Tuesday, June 19, 2012

Anti-happenings around Town

In which the Flaneur fesses-up to slacking off this year, a brief and incomplete round-up.

Someone called "hey, Raymantico" in my open window from the street. It was Ian my former house-mate who is active in Occupy. He came up and invited me with him to visit the latest encampment, "Occupy the Farm" in nearby Albany. A doctoral candidate in music his appearance had changed since we'd first met. From the clean-cut grad student (who nevertheless played in at least two bands, one Ethiopian-pop the other wooly dense stuff like Mahavishnu Orchestra on nitrous oxide or something) to the back-to-the-land-archist cat with beard as long and wild as his head-hair. He hurtled through back-streets and crowded boulevardes both at what is for me breakneck speed toward the agricultural tracts owned by the Yooniversity and occupied by a mostly young bunch of students and friends.

The place had a charming mood of the makeshift practicality, and good vibe gathering.

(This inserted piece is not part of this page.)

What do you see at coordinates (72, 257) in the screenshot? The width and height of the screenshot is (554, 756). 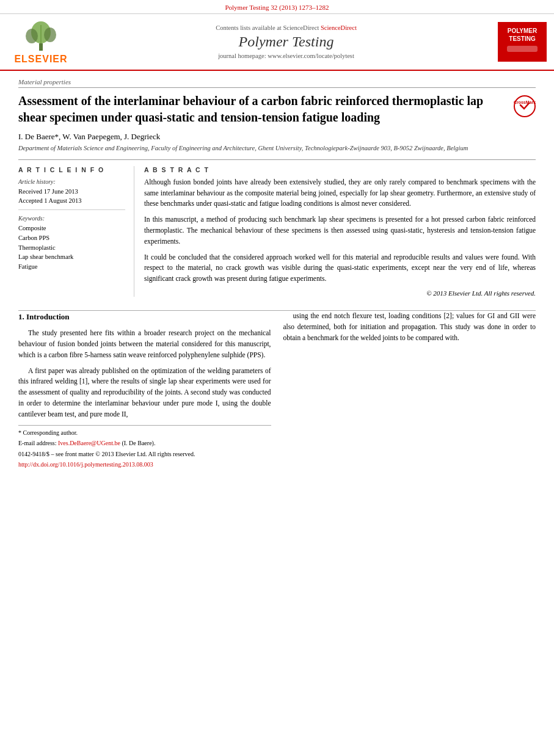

A small kitchen wafted aromas of the evening meal on its way. Ian became engaged in several conversations so I pushed on for an unguided tour. In the near distance beyond the central mid-way as it were planting and watering took place in the extended evening light of spring. Closer to were a couple of information tables and other operations some adjourned for the day. The concourse culminated in a ring of hale bales above which folks were stringing light bulbs. Tonight was to be a jamboree and various folk guitar toting young minstrels bided time as a stage-area was wired for sound. I sat in an available canvas lounge chair and watched the long shadows across the ruled farm land.

Who would not sympathize with the quixotic idealism of some the stated goals of  this action? That is to make a statement about preserving some of the last viable farm land hereabouts versus the publicized plan to create a whole foods market and modest retirement housing there. But seriously considered it has less chance of prevailing in the courts of property than did the appeal to UC's better nature in the call to preserve the monumental oak grove.  That legacy was, as we know, eventually shredded for the uber-stadium plans the funding for which, what do you know?, have recently been exposed as a fraud-ridden part of the boom boom war and investment scandal years. As the last secretary of state once asked, "How could we have possibly known?"

At some later court proceeding against Occupy the Farm, a UC lawyer referred to this state-owned public property as "private property." In other  mad mad courthouse news the judge who had issued draconian stay-away orders for enrolled students arrested on campus at Occupy Cal, has since been indicted for elder abuse and grand larceny from an octogenarian trustee lady. Accept judgement from the moral high ground, ye must.

And as it inevitably shook down, platoons of police state overkill arrived and ejected Occupy the Farm a few weeks later. Some were arrested one brave soul allegedly urinated on a riot-clad cop from a tree. Shortly after ward both the city of Albany (trapped in a mutual support agreement with the gestapo-like UC police) and the UC police themselves both submitted a bill for police expenses to Occupy the Farm members. Albany asked for less than four-thousand dollars. UC's villainous mouth-piece Mogolof has demanded around four-hundred thousand and counting. People who are humble enough to sleep out with their crops are thereby damned to a huge financial liability for daring to protest UC officials for selling off public holdings to bankroll their own careers and gild their own parachutes.

On that idyllic night in May, Ian and I didn't hang long enough for the show to begin. The meal smelled great but the line was long and I was happy to leave the vittles for the others especially those hauling water to remote crops. Instead we decamped to an area where instruments were played and the smoking chalice was passed about. As we pushed on through Ian again held up in conversation I climbed a little tower like outdoor airport stairs and looked over at the small group enchanted by music and herb. Hope among the remnants of the natural world getting smaller as we were soon winging toward home.